Here’s a puzzle to play with. Look at the picture below. Logically, what image belongs in the empty space? In my experience, most people struggle to solve it by simply concentrating on the images until an answer emerges. Work at it a bit and then walk away, let your mind wander, don’t become overly attached to your first few guesses about the pattern. When you come back to it, you may experience an insight that brings to mind the missing image in a way that suddenly makes the solution feel obvious. When you’re ready to see the answer, follow this link.

While sheltering in place, I’ve been reading up on the neuroscience of the feeling we experience as being stuck. In the spirit of full disclosure, I’ve also been binge-watching a lot of TV shows. My ability to concentrate has its limits, which as it turns out, is precisely the point of what I have been learning about our brains. Let me sum it up for you. It turns out that our brains are lazy. Our brains take shortcuts. Decades of research by psychologists bolstered by more recent studies from neuroscientists and behavioral economists demonstrate that sometimes our neural pathways become cognitive ruts. It’s worth noting that our brains have evolved to take shortcuts. Our brains take shortcuts because shortcuts are efficient and require less effort. It’s helpful for example, that we don’t have to relearn how the world works every time we wake up in the morning. Sometimes, however our brains apply shortcuts that predispose us to getting stuck, often without us realizing that we’re stuck. The beneficial feature of our brain circuitry that helps us learn from experience can become a programming bug we refer to as a bias.
Psychologists Daniel Kahneman and Amos Tversky introduced the concept of cognitive bias in the early 1970’s. The term cognitive bias refers to a broad array of mistakes in human perception that lead to irrational conclusions and poor judgement. Kahneman won the Nobel Prize in Economics for applying his research into the psychology of decision making to economic theory. Much of Kahneman and Tversky’s research conclusions support the idea that our brains are designed to reduce mental effort. About a decade later, in related research, the Australian educational psychologist John Sweller coined the term, “cognitive load” to describe the impacts of mental effort on our ability to solve problems.
To reduce cognitive load, our brains take mental shortcuts. Psychologists refer to these mental shortcuts as heuristics. A heuristic (from the Ancient Greek: “find” or “discover”) is a rule-of-thumb that we substitute for the more cognitively demanding work of figuring something out from scratch. For example, if you have a method for fitting suitcases into the trunk of a car (e.g. put the largest cases in first), you’re applying a heuristic. I described a heuristic when I taught my daughters to estimate a 20% tip at restaurants by moving the decimal one place to the left on the total charge and then doubling the number to the left of the decimal.
Neural pathways in the prefrontal cortex become the literal shortcuts for the electrical currents we recognize as habits of thought. We are wired to interpret current situations according to the rules developed from prior experience. To our brains, the familiarity of prior experience amounts to following a well-traveled neural pathway. Being stuck in a rut may not get us where we want to go, but it feels safer than making a change. Creative solutions and insights often require getting out of neural ruts to break a pattern of thought, which is why a new solution often emerges from going for a walk or taking a shower instead of concentrating on the problem at hand.
As we age, it takes more effort to form new neural pathways. Perhaps we feel as though we have all the cognitive capability required to make our way in the world and so we stick to the comfortable neural pathways already in place. Whatever the cause, it just feels harder to learn new things (how to play a musical instrument, how to speak a new language, how to listen to people we disagree with etc.) as adults. The research suggests that reducing mental effort is a priority for our brains. The more complex and stressful our environment, the more our thoughts seek the refuge of our neural ruts.
Here’s the good news. According to research on neuroplasticity, we can continue to develop neural pathways as we age by challenging our brains. One way to challenge your brain is to reframe the questions you’re asking about a situation that you want to change. In his 2017 book, Tinker Dabble Doodle Try, Harvard psychiatrist and brain-image researcher Srini Pillay recommends changing your questions as a way to shift focus and get unstuck (p. 128). Pillay tells the story of Serena Williams’ comeback against Victoria Azarenka during the 2012 U.S. Open tennis tournament. Williams described her thinking in an interview after the match. When asked about the moment when she was down by two games in the last set, Williams explained that instead of wondering about her probability of losing, she focused on the question, “What will it take to win?” She calculated that she would need twelve more points and made it her mission to achieve her goal one point at a time.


- _ABOUT THIS TASK_
Each entry below is to be given again word for word, with no pictures.

== == ==

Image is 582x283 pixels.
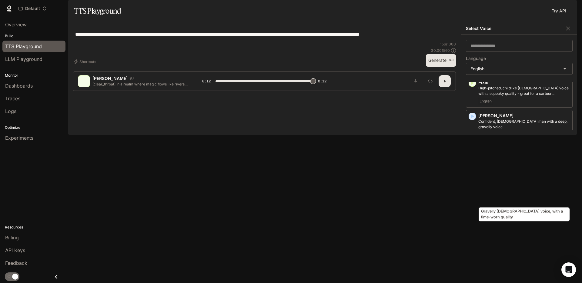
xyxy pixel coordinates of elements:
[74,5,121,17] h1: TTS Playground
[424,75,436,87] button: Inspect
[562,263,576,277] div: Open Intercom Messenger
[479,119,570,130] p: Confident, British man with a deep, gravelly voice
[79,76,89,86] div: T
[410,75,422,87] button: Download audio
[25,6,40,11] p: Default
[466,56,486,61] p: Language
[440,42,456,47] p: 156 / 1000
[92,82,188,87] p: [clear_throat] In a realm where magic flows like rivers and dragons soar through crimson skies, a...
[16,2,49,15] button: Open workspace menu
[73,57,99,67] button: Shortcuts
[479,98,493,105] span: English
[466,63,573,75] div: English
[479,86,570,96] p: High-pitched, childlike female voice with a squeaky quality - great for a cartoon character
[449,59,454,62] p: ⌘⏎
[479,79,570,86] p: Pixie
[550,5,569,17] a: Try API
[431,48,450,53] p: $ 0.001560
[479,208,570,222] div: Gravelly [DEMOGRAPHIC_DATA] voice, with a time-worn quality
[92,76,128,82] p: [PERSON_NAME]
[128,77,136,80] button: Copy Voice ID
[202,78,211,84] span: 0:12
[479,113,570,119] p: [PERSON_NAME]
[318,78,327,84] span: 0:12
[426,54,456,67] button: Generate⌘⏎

== == ==

- _ANSWER AREA_
Image is 582x283 pixels.
xyxy pixel coordinates of elements:
[74,5,121,17] h1: TTS Playground
[424,75,436,87] button: Inspect
[562,263,576,277] div: Open Intercom Messenger
[479,119,570,130] p: Confident, British man with a deep, gravelly voice
[79,76,89,86] div: T
[410,75,422,87] button: Download audio
[25,6,40,11] p: Default
[466,56,486,61] p: Language
[440,42,456,47] p: 156 / 1000
[92,82,188,87] p: [clear_throat] In a realm where magic flows like rivers and dragons soar through crimson skies, a...
[16,2,49,15] button: Open workspace menu
[73,57,99,67] button: Shortcuts
[479,98,493,105] span: English
[466,63,573,75] div: English
[479,86,570,96] p: High-pitched, childlike female voice with a squeaky quality - great for a cartoon character
[449,59,454,62] p: ⌘⏎
[479,79,570,86] p: Pixie
[550,5,569,17] a: Try API
[431,48,450,53] p: $ 0.001560
[479,208,570,222] div: Gravelly [DEMOGRAPHIC_DATA] voice, with a time-worn quality
[92,76,128,82] p: [PERSON_NAME]
[128,77,136,80] button: Copy Voice ID
[202,78,211,84] span: 0:12
[479,113,570,119] p: [PERSON_NAME]
[318,78,327,84] span: 0:12
[426,54,456,67] button: Generate⌘⏎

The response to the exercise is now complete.